Monday, October 8, 2007

Traveling & Traditions

For me, holidays are synonymous with travel. It’s not unique. It’s a common-known phenomenon—highways congested, airports overloaded.

It’s my own fault. I’m the one who left home. For school, for work, for love. Because home felt elsewhere. Or because home didn’t feel like home. At different points, different places. I guess I shouldn’t complain, I brought it on myself.

Packing up clothes and packages, newspaper clippings I’d been meaning to send to my father, gifts and toiletries, that shirt I borrowed from my sister, it’s slow-going getting ready. Slower going loading the car. But luckily for me I live where most people go. For instance, this weekend, Columbus Day weekend, most people are heading to see the foliage. We are heading south on the highway, for the most part avoiding traffic, for a quick dinner with my father, my nephew’s football game, a visit with .

We used to stay with my sister, but three now, we have overgrown our welcome. Not that she wouldn’t let us stay, we’ve done it before. Her family upstairs, ours in the basement with the air bed and the pack-n-play. Now though, with Georgia growing, the need for routine and time away from stimulation is obvious. Last night alone after a day of visiting, at dinner, she got so slap happy I knew it was only matter of time before her giggles and smiles turned south into frowns and wails. But, blaming the baby entirely would be unfair, our need for a restful night’s sleep is palpable.

So here we sit, and here I write this. From a hotel room. Our day stretching full and loaded before us. Our luggage—multiplied 175 times now with baby—strewn around us. And I wonder: Could we do this if we had another baby? We’ve already decided that Thanksgiving will be too much this year.

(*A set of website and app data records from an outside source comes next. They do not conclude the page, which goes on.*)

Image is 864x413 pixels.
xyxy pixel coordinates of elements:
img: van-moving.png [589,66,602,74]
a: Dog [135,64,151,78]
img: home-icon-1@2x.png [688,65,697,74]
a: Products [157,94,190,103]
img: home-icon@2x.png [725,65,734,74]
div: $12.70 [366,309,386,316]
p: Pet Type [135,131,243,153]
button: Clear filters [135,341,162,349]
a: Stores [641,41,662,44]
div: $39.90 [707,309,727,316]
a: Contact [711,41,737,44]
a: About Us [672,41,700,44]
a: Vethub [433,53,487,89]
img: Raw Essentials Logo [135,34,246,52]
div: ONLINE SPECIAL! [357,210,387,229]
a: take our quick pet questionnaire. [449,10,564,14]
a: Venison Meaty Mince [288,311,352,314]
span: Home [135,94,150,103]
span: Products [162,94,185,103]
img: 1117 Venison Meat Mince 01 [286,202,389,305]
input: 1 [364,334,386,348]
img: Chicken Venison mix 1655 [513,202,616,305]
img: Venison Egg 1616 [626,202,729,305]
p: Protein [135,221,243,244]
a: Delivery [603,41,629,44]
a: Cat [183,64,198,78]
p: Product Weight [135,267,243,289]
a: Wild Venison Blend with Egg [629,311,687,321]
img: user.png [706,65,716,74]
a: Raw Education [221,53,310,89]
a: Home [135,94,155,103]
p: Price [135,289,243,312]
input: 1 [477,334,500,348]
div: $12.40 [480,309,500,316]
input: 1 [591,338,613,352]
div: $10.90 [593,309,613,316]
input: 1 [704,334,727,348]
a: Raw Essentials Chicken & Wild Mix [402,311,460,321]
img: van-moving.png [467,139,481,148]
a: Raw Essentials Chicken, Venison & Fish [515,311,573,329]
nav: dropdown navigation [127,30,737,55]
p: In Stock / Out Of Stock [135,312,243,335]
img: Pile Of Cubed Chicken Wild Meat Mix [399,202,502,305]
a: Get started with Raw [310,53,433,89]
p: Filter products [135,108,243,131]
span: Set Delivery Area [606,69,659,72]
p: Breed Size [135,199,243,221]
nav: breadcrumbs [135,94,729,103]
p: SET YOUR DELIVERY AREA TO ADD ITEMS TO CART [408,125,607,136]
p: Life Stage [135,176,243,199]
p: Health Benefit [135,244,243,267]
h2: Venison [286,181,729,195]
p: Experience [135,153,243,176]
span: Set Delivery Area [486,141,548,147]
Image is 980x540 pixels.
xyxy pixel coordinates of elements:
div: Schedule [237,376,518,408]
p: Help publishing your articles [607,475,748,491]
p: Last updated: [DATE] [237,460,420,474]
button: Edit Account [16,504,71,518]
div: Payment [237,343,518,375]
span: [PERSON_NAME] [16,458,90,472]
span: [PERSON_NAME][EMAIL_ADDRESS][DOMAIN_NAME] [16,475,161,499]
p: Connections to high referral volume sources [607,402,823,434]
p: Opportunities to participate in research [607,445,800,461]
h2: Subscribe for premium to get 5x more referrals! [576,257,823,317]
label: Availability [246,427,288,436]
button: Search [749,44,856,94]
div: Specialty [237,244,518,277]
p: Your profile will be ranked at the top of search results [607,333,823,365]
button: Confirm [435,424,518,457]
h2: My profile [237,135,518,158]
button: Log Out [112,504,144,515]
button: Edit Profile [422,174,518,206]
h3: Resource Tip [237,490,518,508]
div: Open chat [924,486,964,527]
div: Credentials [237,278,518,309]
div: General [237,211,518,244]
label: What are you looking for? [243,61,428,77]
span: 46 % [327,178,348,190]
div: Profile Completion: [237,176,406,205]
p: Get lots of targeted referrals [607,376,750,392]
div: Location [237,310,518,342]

We have opted instead, to cook our own Turkey—our first one!!—and invite family up north. Not all of them will come, stuck in their own traditions. And so we start our own…

I am beginning to understand how families break off into smaller pods. As families expand, Thanksgiving, Christmas, the Forth of July evolve. I don’t take it lightly, these are the days my child will remember. These are the bonds that will mean the most. We are a family in transition. Traveling. Trying out new traditions.

(Check out my 31 for 21 blog challenge for Down syndrome awareness at my regular blog.)

6 comments:

Whirlwind said...

Husband and I vowed this year to stay home for Thanksgiving and Christmas. Pasrt of it motivated by the fact that this will be his first one since the kids were born that he's not working and the other part by being tired of running around. Both families live in the area, but I'd like the kids to relax, open their gifts and be able to play with them instead of opening them and leaving them. Four years ago, we started celebrating Christmas a few days before with my family (being six of us, it was getting harder to all be at mom's at the same time on Christmas Day). This year, we once again hold the shin-dig.

Mrs Big Dubya said...

We too live away from our families..... I think you'll find that as your 'lil one grows, you become more efficient in your packing. You realize that you don't need an enitre case of diapers and a dozen extra outfits..... that a toy or two will suffice.... the rest of the toybox can stay at home.

Baby #2 just means a second size of diaper and some additional outfits -- believe it or not, it doesn't add as much as you might have thought.

Although chasing two around an unbabyproofed house full of Hummels and other breakables can feel like 100X the work.

Fairly Odd Mother said...

My husband had a screwed up childhood and vowed that, once he had kids, Christmas would be celebrated at our house---no running around. That is fine with me b/c it is also what I am used to. But, I do like throwing in new traditions as well; it keeps things fun.

sandy shoes said...

You can always buy diapers at your destination too. Gives you an excuse to get the heck outta the in-laws' house ;).

We quit visiting the in-laws (in California!) for Christmas after the girls weren't babies any more, because once they were mobile, it was way more stress than fun.

Anonymous said...

My husband and I took our 4 kids and my Mom to visit my brother and his family (his 2 kids are younger than ours) in Baltimore at least twice a year for oh... 12 years. These visits included years when all of the kids were babies... through nursing and potty training. You name it.

Then one year my Mom was too sick to travel and my brother told me that he and my sister-in-law certainly could not travel to New England with two kids (way past diapers). I mean, what did I expect?

That was it for me. I'm sorry to say that weddings and funerals are now "visits."

But my husband and I have carved wonderful traditions with our kids that are now being enjoyed by our seven grandchildren.

Family just means different things to different people.

Sharon - Pinks & Blues Girls

Namito said...

I'm undoubtedly going to become very preoccupied with creating our own family traditions as our own lives here in MA draw to a close.

I have to admit to being excited at the prospect. New recipes to try for Thanksgiving and Christmas...maybe even a Twelfth Night feast?

Distance, desperation and new surroundings definitely breed creativity.